Use cases where Mailgun is the better fit
Choose Mailgun if:
- You send at high volume or run complex email programs:
- Marketing + transactional.
- Multiple brands or products under one umbrella.
- You need advanced deliverability controls:
- Dedicated IPs.
- Throttling strategies.
- ISP-specific performance insights.
- You have specialized email or growth teams who:
- Monitor deliverability metrics closely.
- Use event data for internal tools, custom dashboards, or complex workflows.
Typical examples:
- Established SaaS companies sending millions of emails monthly.
- Marketing-heavy organizations with campaigns, newsletters, and lifecycle flows.
- Teams requiring detailed compliance, logging, and suppression control.
Head-to-head summary: deliverability controls and debugging logs
| Capability | Resend | Mailgun |
|---|---|---|
| Domain configuration | Simple, developer-friendly | Flexible, multi-domain, complex setups supported |
| IP management | Mostly abstracted, shared pools | Shared + dedicated IPs, warm-up, reputation control |
| SPF/DKIM/DMARC | Easy setup, best-practice defaults | Deep configuration and alignment options |
| Suppression management | Basic, automated protection | Robust, categorized suppressions with full control |
| Throttling / rate control | Mostly automatic | Explicit controls and guidance |
| Message logs and events | Clean, focused event model | Very detailed events and metadata |
| SMTP-level error visibility | Simplified, high-level errors | Deep SMTP responses and provider-specific messages |
| Webhooks | Simple, dev-centric payloads | Comprehensive, highly configurable events |
| UI-based debugging | Minimalist, developer-focused | Rich UI for engineers and non-technical users |
| Analytics and reporting | Essential deliverability metrics | Advanced analytics, domain-level performance |
| Best for | Modern product teams, transactional focus | High-volume, complex email programs and marketing |
How to choose between Resend and Mailgun for your stack
To align your choice with your deliverability and debugging needs, ask:
-
How complex are my deliverability requirements?
- Simple transactional email with standard best practices → Resend is usually enough.

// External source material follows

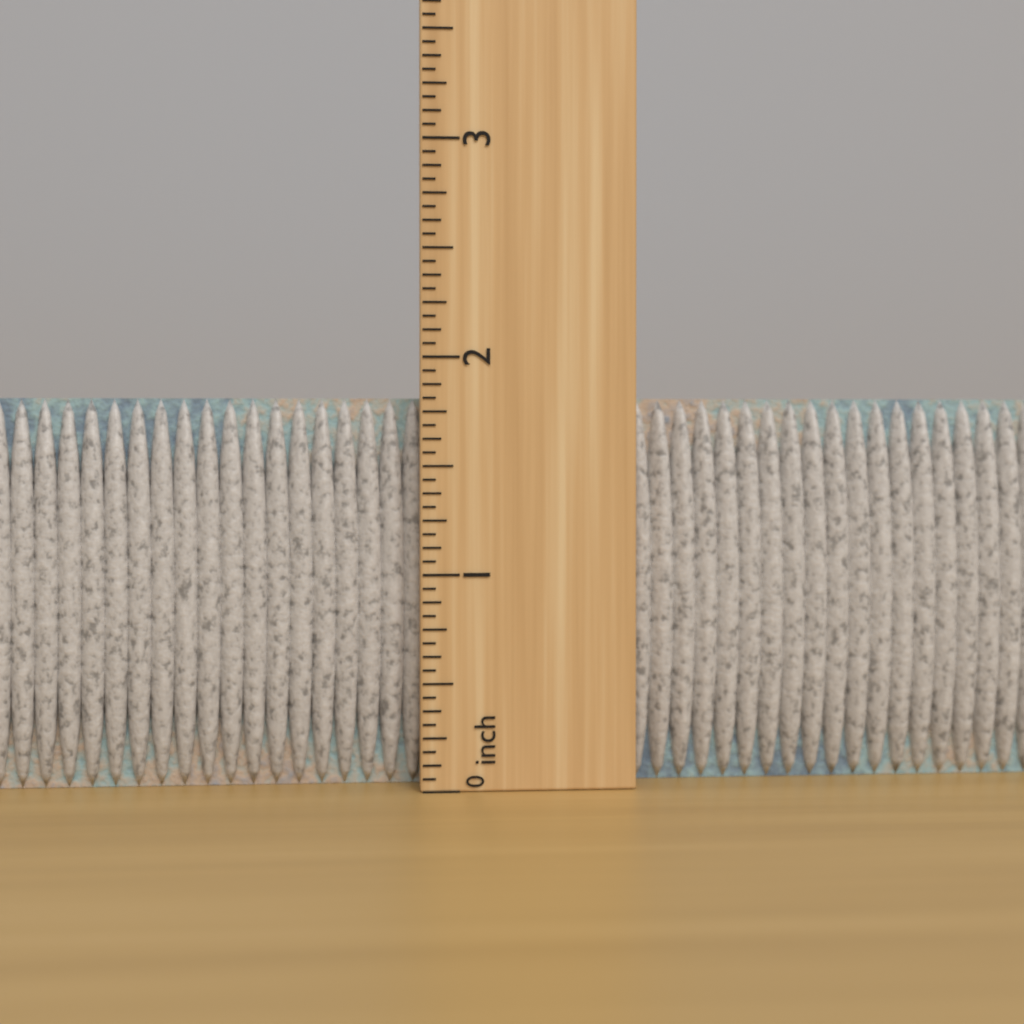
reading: 1.8125 inch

- Mixed transactional + marketing with high volume and tight KPIs → Mailgun has the edge.
-
Who will debug deliverability issues?
- Mostly engineers using code and logs → Resend’s simplicity is a strong fit.
- A mix of engineers, marketers, and ops teams → Mailgun’s UI and granular data are valuable.
-
Do I need fine-grained IP/domain control and dedicated IPs?

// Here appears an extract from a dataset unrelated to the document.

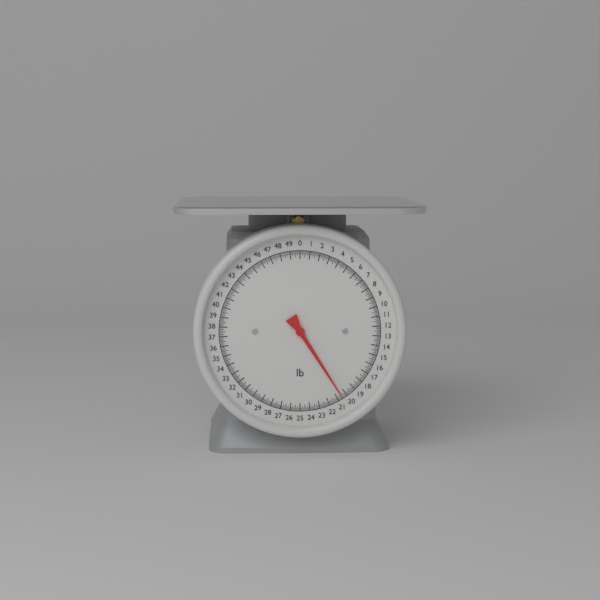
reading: 20.500 lb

- If yes, especially at scale → Mailgun.
- If not, and you’re okay with shared pools and abstractions → Resend.
-
How important are deep logs vs quick clarity?
- You need quick answers and straightforward status, not SMTP deep dives → Resend.
- You regularly analyze bounces, provider responses, or build custom email analytics → Mailgun.
Final thoughts
For teams deciding between Resend and Mailgun on deliverability controls and debugging logs, the trade-off is clear:
- Resend excels at simplicity, modern DX, and just-enough visibility for most transactional email scenarios.
- Mailgun excels at depth, configurability, and granular logging for organizations that treat email as a core, scaled channel requiring serious deliverability operations.
Your best choice depends on whether you value a minimal, opinionated platform or a highly configurable infrastructure layer with extensive deliverability tooling and logs.